Thank you for visiting nature.com. You are using a browser version with limited support for CSS. To obtain
the best experience, we recommend you use a more up to date browser (or turn off compatibility mode in
Internet Explorer). In the meantime, to ensure continued support, we are displaying the site without styles
and JavaScript.
Finding the ground state of a complex material or quantum system is an important task in condensed-matter physics. Mills et al. develop a method they call ‘controlled online optimization learning’ – COOL — based on reinforcement learning, which can find a temperature schedule to anneal and then slowly cool an atomic system with strong interactions, to find its ground state.
The challenge of practically integrating an ethical and social approach in the development and implementation of AI needs to be urgently addressed, to help restore public trust in technology.
There is a need to consider how AI developers can be practically assisted in identifying and addressing ethical issues.
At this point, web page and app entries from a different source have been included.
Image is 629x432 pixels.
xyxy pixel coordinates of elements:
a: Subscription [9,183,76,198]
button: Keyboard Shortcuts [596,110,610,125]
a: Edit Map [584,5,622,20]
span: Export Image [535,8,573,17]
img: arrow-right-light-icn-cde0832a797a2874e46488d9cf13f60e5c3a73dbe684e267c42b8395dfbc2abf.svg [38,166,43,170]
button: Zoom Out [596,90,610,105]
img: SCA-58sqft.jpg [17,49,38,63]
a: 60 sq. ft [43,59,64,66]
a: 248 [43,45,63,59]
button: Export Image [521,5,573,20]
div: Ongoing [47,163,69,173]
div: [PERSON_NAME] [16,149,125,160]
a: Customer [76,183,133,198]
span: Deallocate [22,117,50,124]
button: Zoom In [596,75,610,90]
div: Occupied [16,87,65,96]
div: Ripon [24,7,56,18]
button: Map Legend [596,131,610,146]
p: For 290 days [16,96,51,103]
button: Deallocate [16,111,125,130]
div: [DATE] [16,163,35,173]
In this Comment, a group of AI engineers, ethicists and social scientists suggest embedding ethicists into the development team as one way of improving the consideration of ethical issues during AI development.
The proper response to an ever-changing environment depends on the ability to quantify elapsed time, memorize short intervals and forecast when an upcoming experience may occur. A recent study describes the encoding principles of these three types of time using computational modelling.
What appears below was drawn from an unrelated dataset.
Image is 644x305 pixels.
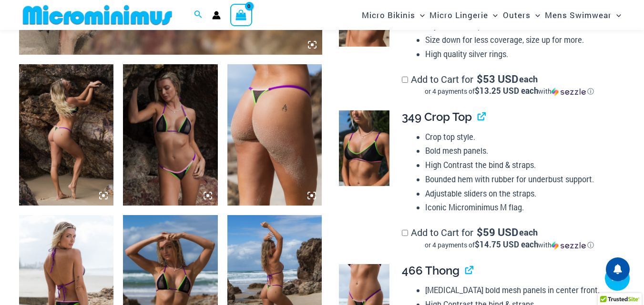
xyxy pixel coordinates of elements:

Developing swarm robots for a specific application is a time consuming process and can be alleviated by automated optimization of the behaviour. Birattari and colleagues discuss that there are two fundamentally different design approaches; a semi-autonomous one, which allows for situation specific tuning from human engineers and one that needs to be entirely autonomous.
Recent developments in machine learning have seen the merging of ensemble and deep learning techniques. The authors review advances in ensemble deep learning methods and their applications in bioinformatics, and discuss the challenges and opportunities going forward.
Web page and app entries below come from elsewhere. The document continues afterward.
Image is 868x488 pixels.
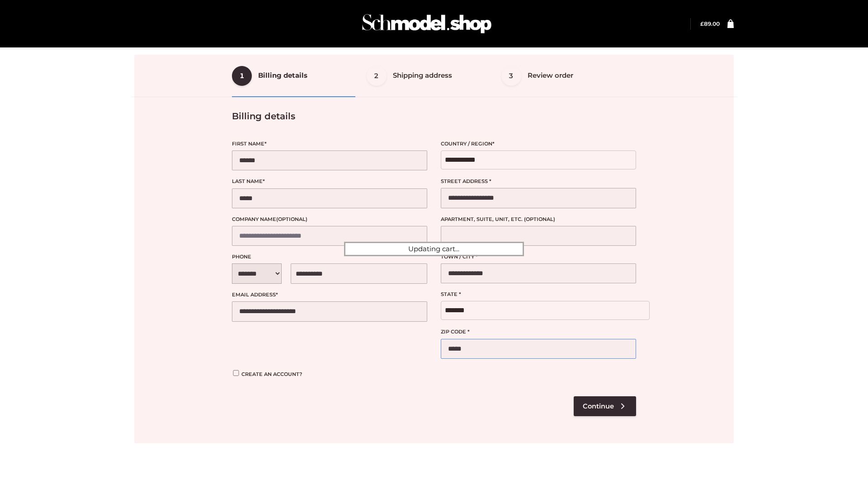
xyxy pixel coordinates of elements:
div: Updating cart... [344,242,524,257]
img: Schmodel Admin 964 [359,6,494,42]
bdi: 89.00 [700,20,720,27]
span: £ [700,20,703,27]
a: £89.00 [700,20,720,27]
Reinforcement learning has become a popular method in various domains, for problems where an agent must learn what actions must be taken to reach a particular goal. An interesting example where the technique can be applied is simulated annealing in condensed matter physics, where a procedure is determined for slowly cooling a complex system to its ground state. A reinforcement learning approach has been developed that can learn a temperature scheduling protocol to find the ground state of spin glasses, magnetic systems with strong spin–spin interactions between neighbouring atoms.
Recent accidents with autonomous test vehicles have eroded trust in such self-driving cars. A shift in approach is required to ensure autonomous vehicles can never be the cause of accidents. An online verification technique is presented that guarantees provably safe motions, including fallback solutions in safety-critical situations, for any intended trajectory calculated by the underlying motion planner.
When automated decisions are provided by a company without providing the full model, users and law makers might demand a ‘right to an explanation’. Le Merrer and Trédan show that malicious manipulations of these explanations are hard to detect, even for simple strategies to obscure the model’s decisions.
Training machine learning models to predict the function of proteins is limited by the availability of only a small amount of labelled training data. Training can be improved by employing generative adversarial networks to generate additional synthetic protein samples.